Demarco’s confidence in his own voice grew slowly, like a late-blooming houseplant. He started carrying around a little notebook again—something he hadn’t done since high school—just to jot down observations and overheard dialogue. Once, at the student union, he scribbled down a heated debate between two biology majors about whether frogs had personal identities. Another time, he followed a food truck’s pun-filled menu for three blocks just to capture the rhythm of absurdity.

He started infusing those moments into his writing. His new stories weren’t polished masterpieces. But they *felt* alive. There was a rhythm, a pulse—sometimes even a cough from too much hot sauce. PENumbra didn’t always understand. But that was fine.

One night, after too much coffee and not enough structure, Demarco submitted a piece titled “Algorithm & Blues” to the campus lit mag. It followed an AI therapist who starts secretly writing poetry after absorbing too many sad love stories from patients. The editor, a senior named Rina who wore noise-canceling headphones as a personality trait, pulled him aside the next week.

“This,” she said, holding up the printed manuscript, “is weird. But good weird.”

Demarco shrugged. “I’ll take weird.”

She nodded. “You should read at open mic night.”

He laughed. “I don’t *read* my stuff. I write it and let it suffer in silence.”

But somehow, the next Thursday, he was there. Standing under a string of mismatched fairy lights at a campus coffee shop, fingers trembling, reading about a poetic robot who couldn’t rhyme ‘love’ without crying sparks. And people clapped. Not just politely. Like they meant it.

After that, things shifted.

He started getting emails. From classmates. From professors. Even one from a local newspaper editor who’d caught his reading and wanted a humor column.

“You’ve got a voice,” the editor wrote. “And it makes people lean in.”

Demarco reread that line about twelve times.

He didn’t drop out of school or anything dramatic. But he shifted gears. Took more electives in philosophy and digital media. Started a blog. PENumbra even got a shout-out in his first viral post titled “Me and My Robotic Roommate (Who Kinda Judges Me).”

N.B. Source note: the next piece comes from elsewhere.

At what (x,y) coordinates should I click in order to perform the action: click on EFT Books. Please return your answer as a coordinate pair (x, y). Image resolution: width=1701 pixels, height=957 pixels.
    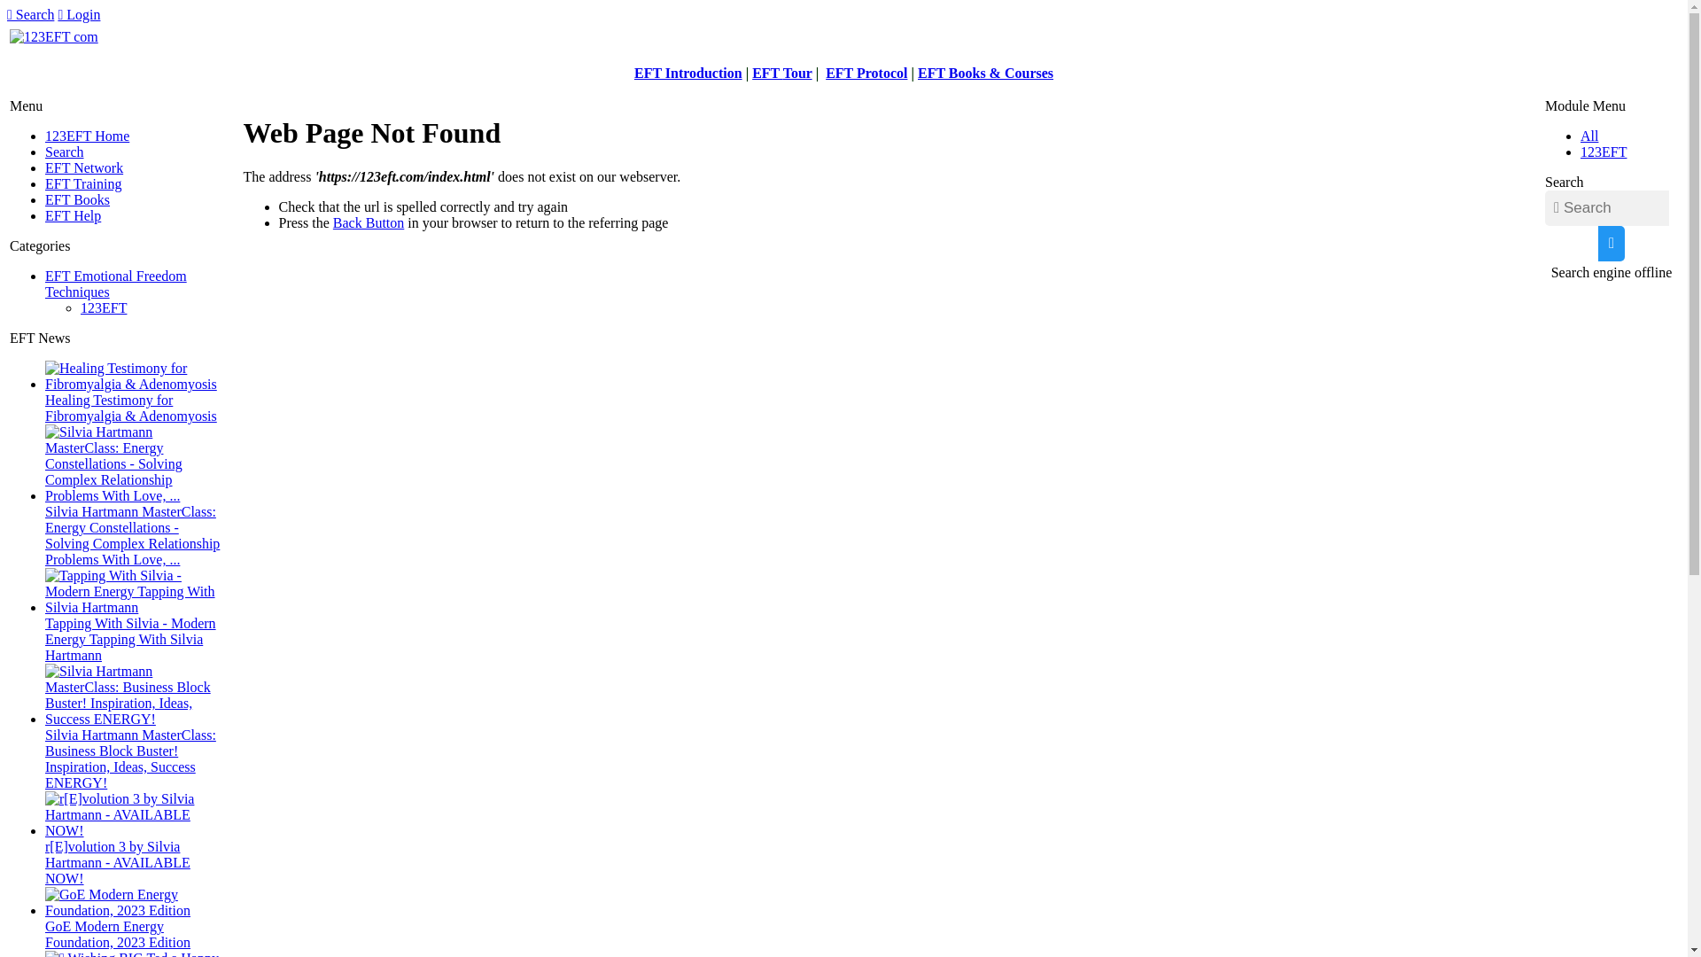
    Looking at the image, I should click on (78, 200).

By senior year, Demarco was mentoring underclassmen. He ran informal writing circles in the library basement, encouraged honest feedback, and enforced a strict “no robot bashing unless it's funny” rule.

One afternoon, after a long session editing a first-year student’s story about magical pigeons, Demarco opened his old story file and added a final line:

Even when the world writes with code, there’s still room for messy, beating-heart stories.

And he meant it.

Because whether it was AI or anxiety, polished grammar or pure chaos—Demarco had learned one thing for sure:

The best stories aren’t perfect. They’re just true.